There had been talk, and minor progress, of a sequel. All this and more was abandoned forever as Headfirst collapsed, its employees scattered across developers within the UK and beyond. The pressure of creating a new engine, tools and the game itself on the fly pushed the development into an unsupportable length of time. “Yeah, it took too long to make,” notes Kay. “By the time it was done, there were a lot of other first-person games that were much more advanced – Half Life 2 being a prime example.” Time had caught up with Cthulhu, yet today, for those interested in experiencing something a little different, something challenging, something, well, esoteric, it’s a game worth loading up. “Dark Corners was supposed to be hard, it was supposed to give the player a sensation of how the character’s feeling,” notes Gareth Clarke. “Maybe we didn’t get it perfect, but it was an interesting game because of it.”

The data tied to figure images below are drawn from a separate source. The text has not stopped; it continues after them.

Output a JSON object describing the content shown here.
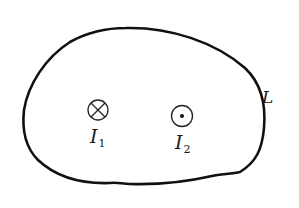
{
  "diagram": {
    "loop": {
      "label": "L",
      "stroke_color": "#111111"
    },
    "currents": [
      {
        "id": "I1",
        "symbol": "L_letter",
        "label_main": "I",
        "label_sub": "1",
        "direction": "into-page",
        "icon": "cross-circle-icon"
      },
      {
        "id": "I2",
        "symbol": "I",
        "label_main": "I",
        "label_sub": "2",
        "direction": "out-of-page",
        "icon": "dot-circle-icon"
      }
    ],
    "colors": {
      "background": "#ffffff",
      "ink": "#111111"
    }
  }
}
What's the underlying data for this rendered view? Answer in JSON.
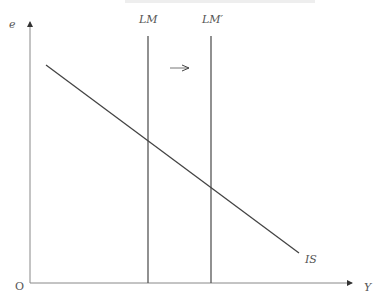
{
  "diagram": {
    "title_fragment": "",
    "axes": {
      "y_label": "e",
      "x_label": "Y",
      "origin_label": "O"
    },
    "curves": [
      {
        "name": "IS",
        "label": "IS",
        "type": "downward-sloping"
      },
      {
        "name": "LM",
        "label": "LM",
        "type": "vertical"
      },
      {
        "name": "LM'",
        "label": "LM′",
        "type": "vertical"
      }
    ],
    "annotation": {
      "shift_arrow": "right",
      "description": "LM shifts right to LM′"
    },
    "colors": {
      "lines": "#444444",
      "axes": "#888888",
      "labels": "#555555"
    }
  }
}
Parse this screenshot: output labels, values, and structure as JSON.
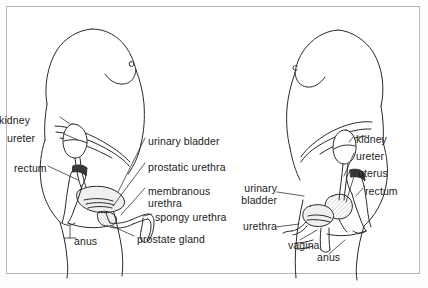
{
  "figure": {
    "type": "anatomical-line-diagram",
    "panels": [
      {
        "id": "male",
        "name": "male-urinary-system",
        "labels": [
          {
            "key": "kidney",
            "text": "kidney",
            "x": 30,
            "y": 115,
            "anchor": "right"
          },
          {
            "key": "ureter",
            "text": "ureter",
            "x": 35,
            "y": 133,
            "anchor": "right"
          },
          {
            "key": "rectum",
            "text": "rectum",
            "x": 14,
            "y": 163,
            "anchor": "right"
          },
          {
            "key": "anus",
            "text": "anus",
            "x": 74,
            "y": 236,
            "anchor": "right"
          },
          {
            "key": "urinary_bladder",
            "text": "urinary bladder",
            "x": 148,
            "y": 136,
            "anchor": "left"
          },
          {
            "key": "prostatic_urethra",
            "text": "prostatic urethra",
            "x": 148,
            "y": 162,
            "anchor": "left"
          },
          {
            "key": "membranous_urethra",
            "text": "membranous\nurethra",
            "x": 148,
            "y": 186,
            "anchor": "left"
          },
          {
            "key": "spongy_urethra",
            "text": "spongy urethra",
            "x": 155,
            "y": 212,
            "anchor": "left"
          },
          {
            "key": "prostate_gland",
            "text": "prostate gland",
            "x": 137,
            "y": 234,
            "anchor": "left"
          }
        ]
      },
      {
        "id": "female",
        "name": "female-urinary-system",
        "labels": [
          {
            "key": "kidney",
            "text": "kidney",
            "x": 356,
            "y": 134,
            "anchor": "left"
          },
          {
            "key": "ureter",
            "text": "ureter",
            "x": 356,
            "y": 151,
            "anchor": "left"
          },
          {
            "key": "uterus",
            "text": "uterus",
            "x": 358,
            "y": 168,
            "anchor": "left"
          },
          {
            "key": "rectum",
            "text": "rectum",
            "x": 365,
            "y": 186,
            "anchor": "left"
          },
          {
            "key": "urinary_bladder",
            "text": "urinary\nbladder",
            "x": 242,
            "y": 183,
            "anchor": "right"
          },
          {
            "key": "urethra",
            "text": "urethra",
            "x": 244,
            "y": 225,
            "anchor": "right"
          },
          {
            "key": "vagina",
            "text": "vagina",
            "x": 288,
            "y": 240,
            "anchor": "left"
          },
          {
            "key": "anus",
            "text": "anus",
            "x": 317,
            "y": 256,
            "anchor": "left"
          }
        ]
      }
    ],
    "colors": {
      "ink": "#1b1b1b",
      "line": "#2a2a2a",
      "border": "#b9b9b9",
      "background": "#ffffff",
      "shade": "#d8d8d8"
    }
  }
}
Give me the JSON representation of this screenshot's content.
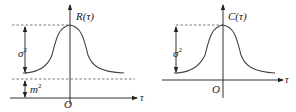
{
  "figures": [
    {
      "id": "autocorrelation",
      "y_label": "R(τ)",
      "x_label": "τ",
      "origin_label": "O",
      "annotations": [
        {
          "label": "σ",
          "superscript": "2",
          "meaning": "span from curve asymptote to peak"
        },
        {
          "label": "m",
          "superscript": "2",
          "meaning": "span from x-axis to asymptote"
        }
      ]
    },
    {
      "id": "autocovariance",
      "y_label": "C(τ)",
      "x_label": "τ",
      "origin_label": "O",
      "annotations": [
        {
          "label": "σ",
          "superscript": "2",
          "meaning": "span from x-axis to peak"
        }
      ]
    }
  ],
  "colors": {
    "line": "#333333",
    "background": "#ffffff"
  }
}
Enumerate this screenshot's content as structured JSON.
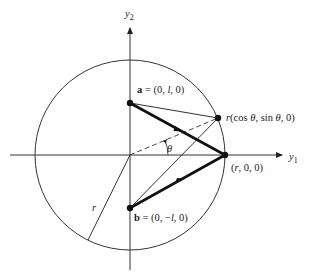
{
  "diagram": {
    "axes": {
      "vertical_label": "y",
      "vertical_sub": "2",
      "horizontal_label": "y",
      "horizontal_sub": "1"
    },
    "points": {
      "a": {
        "name": "a",
        "label": " = (0, ",
        "var": "l",
        "tail": ", 0)"
      },
      "b": {
        "name": "b",
        "label": " = (0, −",
        "var": "l",
        "tail": ", 0)"
      },
      "rotated": {
        "prefix": "r",
        "text": "(cos ",
        "theta1": "θ",
        "mid": ", sin ",
        "theta2": "θ",
        "tail": ", 0)"
      },
      "r_axis": {
        "open": "(",
        "var": "r",
        "tail": ", 0, 0)"
      }
    },
    "angle_label": "θ",
    "radius_label": "r",
    "colors": {
      "stroke": "#222222",
      "background": "#ffffff"
    }
  }
}
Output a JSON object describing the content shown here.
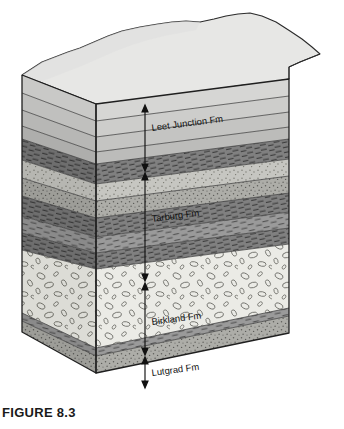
{
  "figure": {
    "caption": "FIGURE 8.3",
    "type": "geologic-block-diagram"
  },
  "formations": [
    {
      "id": "leet-junction",
      "label": "Leet Junction Fm",
      "rock_type": "shale-siltstone",
      "order": 1,
      "top_depth_pct": 0,
      "bottom_depth_pct": 24,
      "color": "#d3d3d3"
    },
    {
      "id": "tarburg",
      "label": "Tarburg Fm",
      "rock_type": "interbedded shale and sandstone",
      "order": 2,
      "top_depth_pct": 24,
      "bottom_depth_pct": 58,
      "color": "#a8a8a8"
    },
    {
      "id": "birkland",
      "label": "Birkland Fm",
      "rock_type": "conglomerate",
      "order": 3,
      "top_depth_pct": 58,
      "bottom_depth_pct": 84,
      "color": "#e6e6e2"
    },
    {
      "id": "lutgrad",
      "label": "Lutgrad Fm",
      "rock_type": "sandstone",
      "order": 4,
      "top_depth_pct": 84,
      "bottom_depth_pct": 100,
      "color": "#b5b5b0"
    }
  ],
  "colors": {
    "top_surface": "#e7e7e5",
    "top_surface_shadow": "#d9d9d7",
    "outline": "#1f1f1f",
    "measure_line": "#111111",
    "shale_dark": "#6f6f6f",
    "shale_mid": "#8c8c8c",
    "sandstone_light": "#c9c9c4",
    "sandstone_mid": "#b0b0ab",
    "conglomerate": "#e9e9e4",
    "conglomerate_side": "#d8d8d2",
    "background": "#ffffff"
  },
  "icons": {
    "arrow_up": "arrow-up-icon",
    "arrow_down": "arrow-down-icon",
    "measure_bar": "measure-bar-icon"
  }
}
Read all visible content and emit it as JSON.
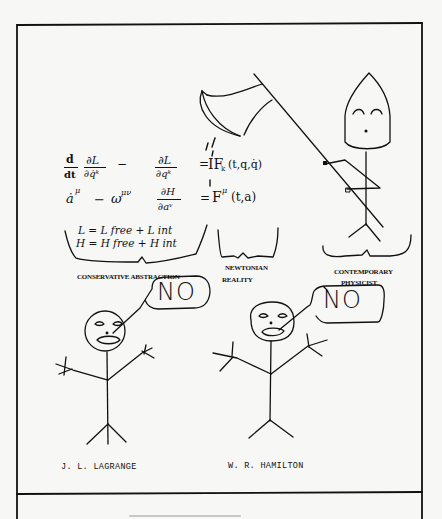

And perhaps the most disconcerting of all Dark Corners’ effects is its sanity meter. While the technique had been used before (most notably in the Nintendo GameCube game Eternal Darkness), here the result of looking at creatures beyond man’s comprehension, or spotting one too many eviscerated cadaver, produces a series of consequences rarely, if ever, seen since in a video game. Movement becomes uneven; the screen blurs, causing the player to blink in confusion; Jack’s own internal babbling bleeds out of the speakers, the incomprehensible mutterings of a man who has seen too much for his tiny, insignificant brain to process. One step too far and he will raise his weapon to his head and pull the trigger, and there’s no escape should Jack be unarmed.

Stoked with the unfathomable power of a mind gone insane, the detective’s hands float in front of the player and the screen swims with the fog of madness, as they close around Jack’s throat, throttling the life out of the detective in an elongated and pained gurgle. These are the unreal dangers, should we glimpse too much what lives in the Dark Corners Of The Earth.